The Alexander von Humboldt Foundation has chosen Robert Coe and James Zachos, both professors of Earth and planetary sciences at UC Santa Cruz, to receive Humboldt Research Awards this year. The award is conferred in recognition of lifetime achievements in research and provides support for the recipient to carry out research projects in cooperation with specialist colleagues in Germany.
Zachos will be working with colleagues at the University of Bremen to continue his research on global warming and the linkage between Earth's climate and the carbon cycle. In particular, they will evaluate carbon cycle dynamics, ocean acidification, and carbon sequestration, using prehistoric episodes of ocean acidification as case studies. These rare events involved the relatively rapid release of large masses of carbon into the atmosphere, triggering global warming.

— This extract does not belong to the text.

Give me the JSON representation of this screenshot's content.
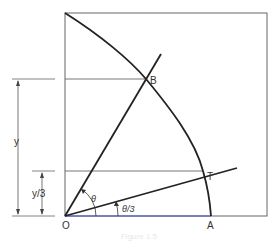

Coe will spend fall quarter this year working with colleagues at Ludwig-Maximilians University in Munich to study "geomagnetic superchrons." These are unusually long periods of time when Earth's magnetic field did not reverse its polarity. The geologic record shows that the magnetic field has changed directions many times--about five times per million years on average during the past 20 million years. Superchrons, however, can last tens of millions of years; the most recent lasted from 121 million years ago to 84 million years ago.
"Why the field stops reversing for such long periods of time is still not known, but it seems likely that superchrons signal special conditions in Earth's lowermost mantle that may have significant geological manifestations on the surface," Coe said.
The Humboldt Foundation grants up to 100 Humboldt Research Awards annually, each valued at 60,000 euros.